I have no planes with lights. I could have put lights on – and one pilot did actually get some lights for the evening – but I was pretty sure that flying at night, at my skill level, was a good way to end up down a plane. I ended up down a plane anyway, sort of, but not because of flying at night!
The other pilots did a great job. One lost control of his plane and we had to do a recovery to get it, but it was just system communication error, the best we can tell; he’s one of the better pilots in the club, and it happens to the best of us.
I flew four flights: three on my own battery, one with a borrowed battery.
The first flight was in moderately heavy winds; I kept the receiver on a fairly assistive mode, because there’s no way I had the skill level to fly in those winds.
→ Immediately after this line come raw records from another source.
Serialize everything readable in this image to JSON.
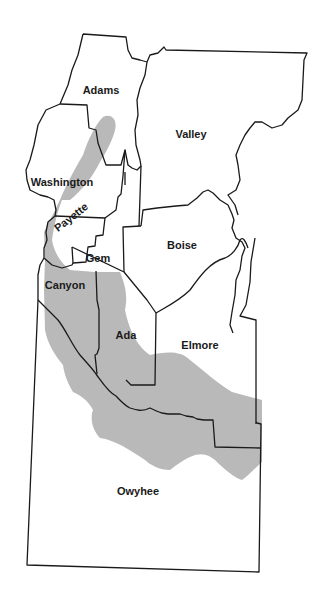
{
  "map": {
    "title": "",
    "colors": {
      "shaded_region": "#b9b9b9",
      "boundary": "#1a1a1a",
      "background": "#ffffff"
    },
    "counties": [
      {
        "id": "adams",
        "label": "Adams",
        "x": 101,
        "y": 90,
        "rotated": false
      },
      {
        "id": "valley",
        "label": "Valley",
        "x": 191,
        "y": 134,
        "rotated": false
      },
      {
        "id": "washington",
        "label": "Washington",
        "x": 62,
        "y": 182,
        "rotated": false
      },
      {
        "id": "payette",
        "label": "Payette",
        "x": 71,
        "y": 217,
        "rotated": true
      },
      {
        "id": "gem",
        "label": "Gem",
        "x": 98,
        "y": 258,
        "rotated": false
      },
      {
        "id": "boise",
        "label": "Boise",
        "x": 182,
        "y": 245,
        "rotated": false
      },
      {
        "id": "canyon",
        "label": "Canyon",
        "x": 65,
        "y": 285,
        "rotated": false
      },
      {
        "id": "ada",
        "label": "Ada",
        "x": 126,
        "y": 335,
        "rotated": false
      },
      {
        "id": "elmore",
        "label": "Elmore",
        "x": 200,
        "y": 345,
        "rotated": false
      },
      {
        "id": "owyhee",
        "label": "Owyhee",
        "x": 138,
        "y": 491,
        "rotated": false
      }
    ]
  }
}
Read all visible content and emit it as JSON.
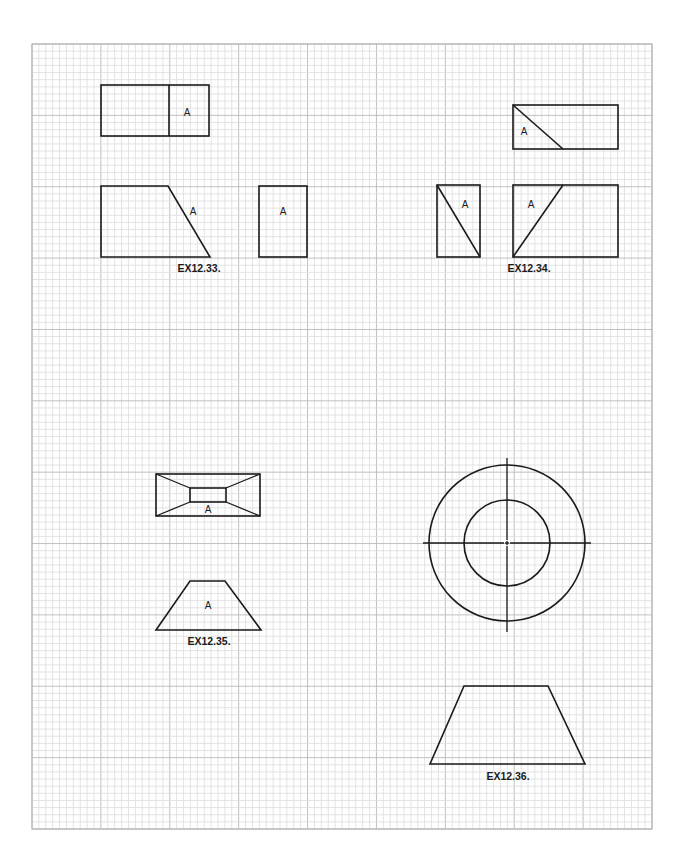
{
  "page": {
    "background_color": "#ffffff",
    "line_color": "#1a1a1a",
    "grid_minor_color": "#dcdcdc",
    "grid_major_color": "#b9b9b9",
    "grid": {
      "major_columns": 9,
      "major_rows": 11,
      "subdivisions": 10
    }
  },
  "exercises": [
    {
      "id": "ex12-33",
      "label": "EX12.33.",
      "views": [
        {
          "name": "top-view",
          "shape": "rectangle with vertical divider",
          "surface_label": "A"
        },
        {
          "name": "front-view",
          "shape": "trapezoid with inclined right edge",
          "surface_label": "A"
        },
        {
          "name": "side-view",
          "shape": "rectangle",
          "surface_label": "A"
        }
      ]
    },
    {
      "id": "ex12-34",
      "label": "EX12.34.",
      "views": [
        {
          "name": "top-view",
          "shape": "rectangle with diagonal",
          "surface_label": "A"
        },
        {
          "name": "side-view",
          "shape": "rectangle with diagonal",
          "surface_label": "A"
        },
        {
          "name": "front-view",
          "shape": "rectangle with diagonal",
          "surface_label": "A"
        }
      ]
    },
    {
      "id": "ex12-35",
      "label": "EX12.35.",
      "views": [
        {
          "name": "top-view",
          "shape": "frustum top view with inner rectangle",
          "surface_label": "A"
        },
        {
          "name": "front-view",
          "shape": "trapezoid",
          "surface_label": "A"
        }
      ]
    },
    {
      "id": "ex12-36",
      "label": "EX12.36.",
      "views": [
        {
          "name": "top-view",
          "shape": "concentric circles with centerlines",
          "surface_label": ""
        },
        {
          "name": "front-view",
          "shape": "trapezoid",
          "surface_label": ""
        }
      ]
    }
  ]
}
I had to keep the throttle really high to head into the wind, which made landing .. interesting. But it was a successful flight.
My second flight was in calmer winds (the winds were dying down as we went into the evening). That one, I put it into intermediate mode – which is some assistance but not as much – and stayed there for most of the flight. (I took off in basic mode, because I wasn’t sure what the winds were going to do, and switched to intermediate soon after.)
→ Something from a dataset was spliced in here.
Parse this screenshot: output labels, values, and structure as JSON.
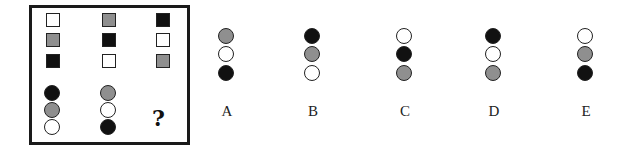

For the third flight, one of the other more experienced pilots had challenged me (very very gently) to fly in expert mode. The winds were calm, and I’d had a pretty good flight day so far, I was zeroed in and unafraid to fall back to assisted mode at need, so I figured… why not? Once I got it in the air, I switched it to expert mode, did a few rolls and loops (they’re fun!), and brought it in for the landing, all on expert mode. The landing was bouncy, but successful. For a relatively new pilot landing on hard mode, I was satisfied.
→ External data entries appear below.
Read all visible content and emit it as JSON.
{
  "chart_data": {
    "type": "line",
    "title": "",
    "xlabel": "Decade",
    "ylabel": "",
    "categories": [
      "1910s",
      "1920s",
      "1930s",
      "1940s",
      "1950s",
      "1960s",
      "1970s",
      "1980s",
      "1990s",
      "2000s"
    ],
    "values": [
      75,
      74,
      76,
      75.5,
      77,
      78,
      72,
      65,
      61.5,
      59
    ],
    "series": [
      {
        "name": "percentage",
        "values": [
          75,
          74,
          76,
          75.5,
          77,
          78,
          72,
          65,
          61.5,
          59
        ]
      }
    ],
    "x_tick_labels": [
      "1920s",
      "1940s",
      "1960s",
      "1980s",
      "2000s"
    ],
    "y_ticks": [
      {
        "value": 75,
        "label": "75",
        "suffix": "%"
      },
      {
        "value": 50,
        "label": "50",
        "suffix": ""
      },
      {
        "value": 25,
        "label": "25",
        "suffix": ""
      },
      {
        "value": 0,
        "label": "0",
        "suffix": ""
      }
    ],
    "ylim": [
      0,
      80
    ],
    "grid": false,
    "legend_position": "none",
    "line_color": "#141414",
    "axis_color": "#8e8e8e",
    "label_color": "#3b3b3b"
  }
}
That was my last battery. The pilot said he’d spot me a charged battery for another flight while we still had light, and who am I to turn that down? Nobody, that’s who.
The last flight generally went the same way as the third flight did. Overall, it went pretty well, but I was making an approach for a landing, and lost distance on the plane; I flew behind the treeline and, well, straight into a tree. I ended up spending most of the rest of the evening trying to get the plane back on the ground.
We managed – as a group effort – and the plane’s tail is detached, but it was a clean break and should be really simple to fix. It’ll be back in the air tomorrow, with any luck at all.
Fun day of flying! The plane didn’t quite make it back in one piece, but as I understand it, I wasn’t even in the top three of the worst crashes of the week, and it really does look like a simple repair.